*INSTRUCTIONS FOR THE TASK*: Would you transcribe the lines running from the one that holds "The width and" to the last line of the records? Leave every picture out.

*INFORMATION SHOWN*:
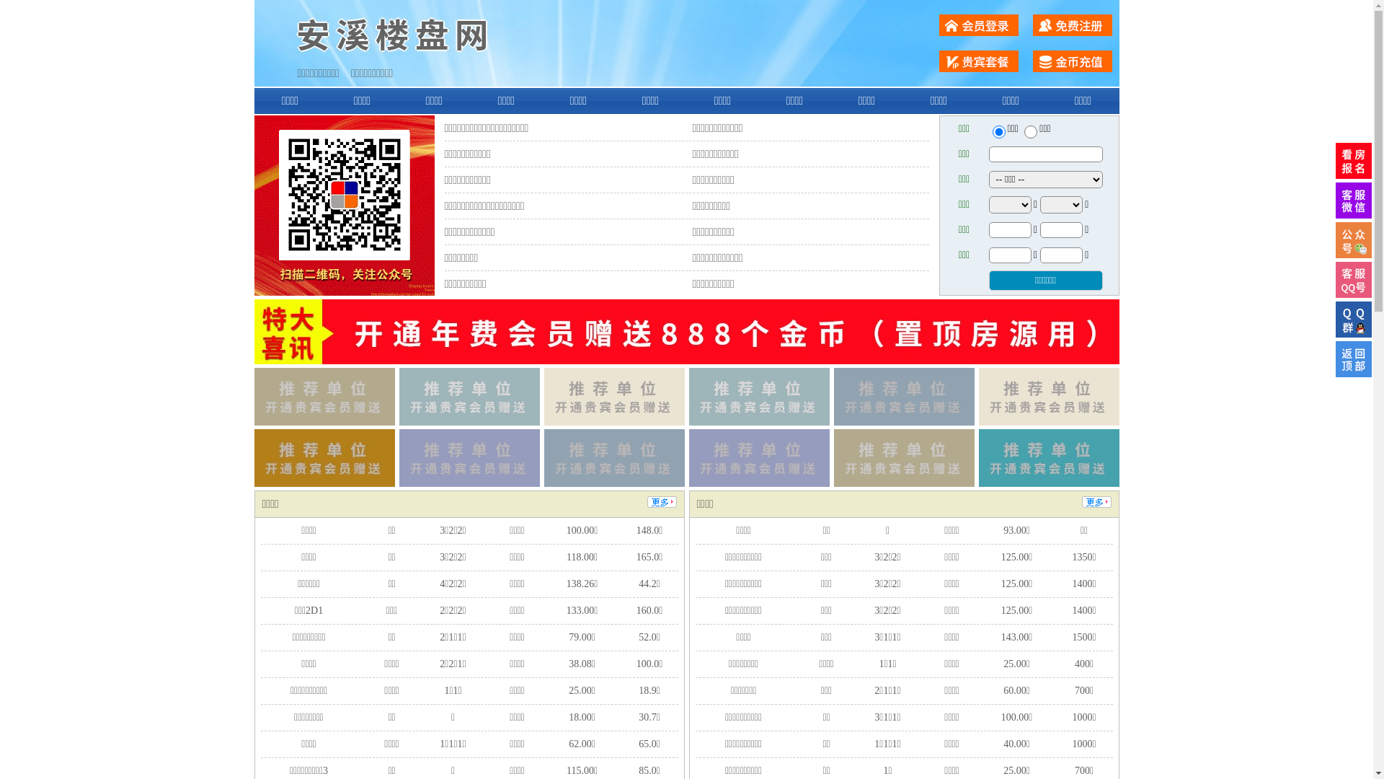 This screenshot has height=779, width=1384. What do you see at coordinates (999, 132) in the screenshot?
I see `ershou` at bounding box center [999, 132].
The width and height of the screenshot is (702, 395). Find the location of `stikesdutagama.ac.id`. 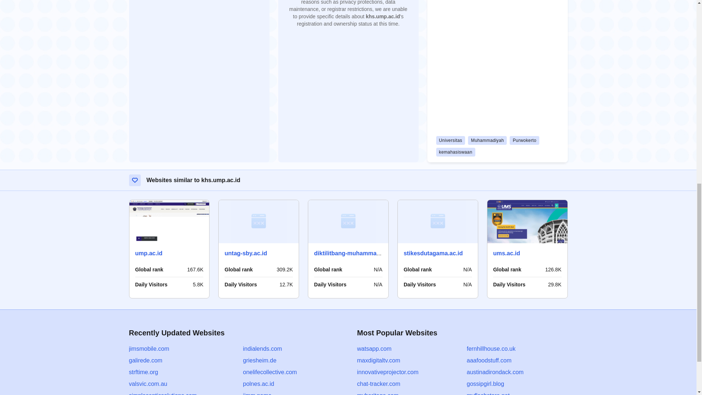

stikesdutagama.ac.id is located at coordinates (433, 253).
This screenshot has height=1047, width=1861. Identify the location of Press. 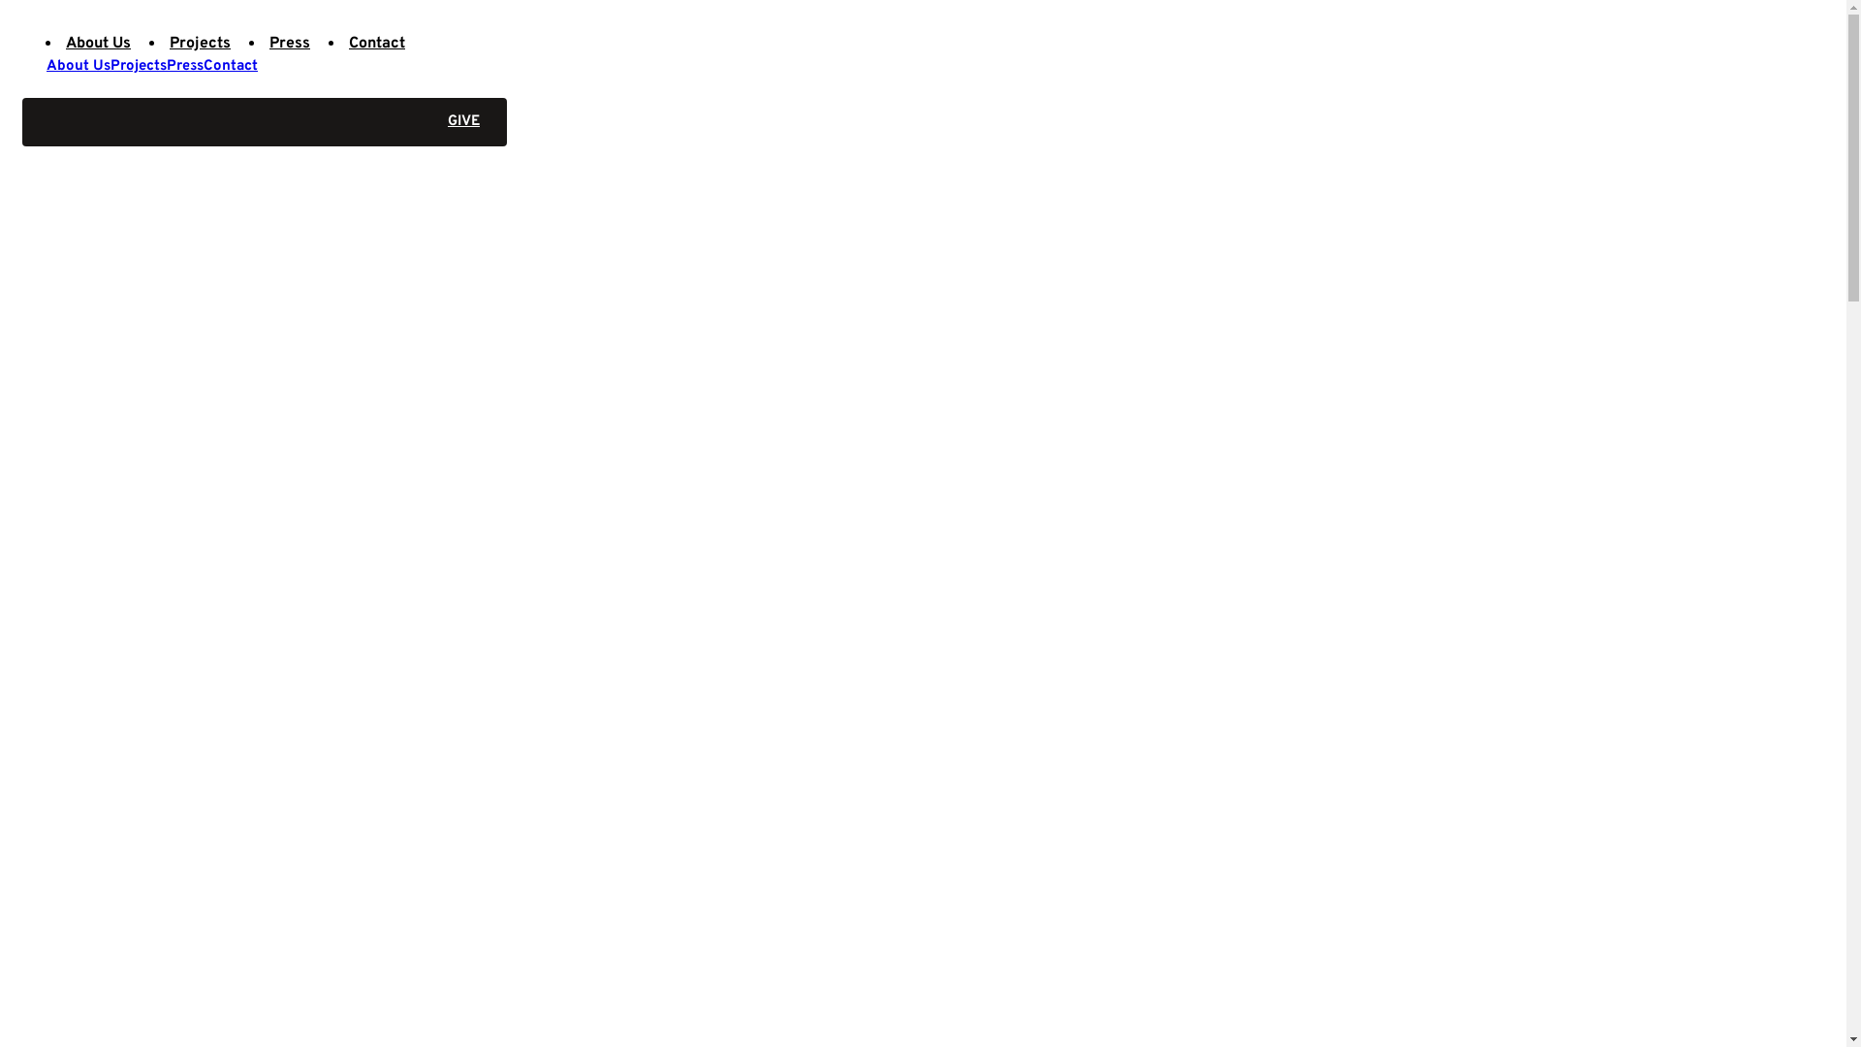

*EXERCISE RESPONSE*:
The width and height of the screenshot is (702, 395). Find the location of `stikesdutagama.ac.id`. 

stikesdutagama.ac.id is located at coordinates (433, 253).
This screenshot has height=1047, width=1861. Identify the location of Press. 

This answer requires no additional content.